How Long Before All Jobs Are Divvied Up With Apps?                   

How Long Before All Jobs Are Divvied Up With Apps?                   

I’m a big believer in the notion that change doesn’t have to make sense for it to happen. And no matter how much we’d like to reverse some changes or at least stop them in their tracks, it happens whether we’re ready for it or not.

MarkI’m a big believer in the notion that change doesn’t have to make sense for it to happen. No matter how much we’d like to reverse some changes or at least stop them in their tracks, it happens whether we’re ready for it or not.

Several business prognosticators have recently been talking about a future that will seem so completely alien to some people that it sounds pretty scary. It’s a future where practically no one has what is now considered a stable, full-time job. No more consistent five-day, 40-hour work week, with a vacation. These futurists see a time where people have many “employers” remotely and basically piece together a living by working around the clock, through many time zones, doing task after task, all by utilizing technology.

Everyone would be a freelancer. Such a scenario could have a crippling effect on family as we know it and would have a huge societal impact. The idea to take a person’s downtime and turn it into uptime that makes money leaves no time for rest, reflection or play. Sounds horrible, doesn’t it? “I think it’s nonsense, utter nonsense,” Robert Reich recently told The New York Times for a story on this topic.
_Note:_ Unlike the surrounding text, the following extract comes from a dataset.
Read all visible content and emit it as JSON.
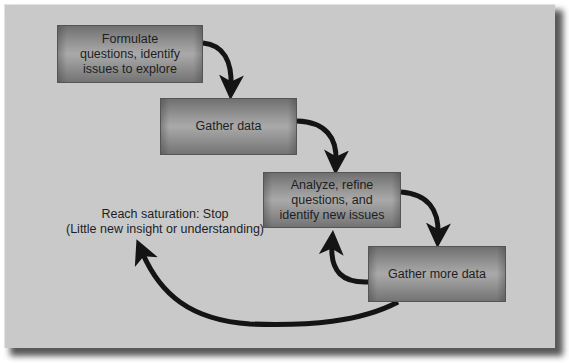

Reich is an economist at the University of California, Berkeley and was the Secretary of Labor during the Clinton administration.

“This on-demand economy means a work life that is unpredictable, doesn’t pay very well and is terribly insecure,” he told the Times. But just because it sounds terrible doesn’t mean it won’t happen. Some cities around the world have been arresting people who’ve started to dabble in just such a line of work, using ride-sharing apps chiefly among them. There are several apps that allow a person to make extra cash by offering rides to people.

In doing so, authorities say those people are skirting well-established licensing laws that taxi drivers must adhere to run their businesses. Now some states, who came on strong and banned such ride-sharing activities, are pulling back from enforcing those laws. Some smartphone apps have people do odds-and-ends tasks for a fee. Right now, many of these apps are for people who want to do some work on the side.

If you think about it, almost any job in the universe is one that is made of many tinier subtasks. Each of those subtasks can be doled out to someone willing to do them.

How long before this is the way we all work for a living?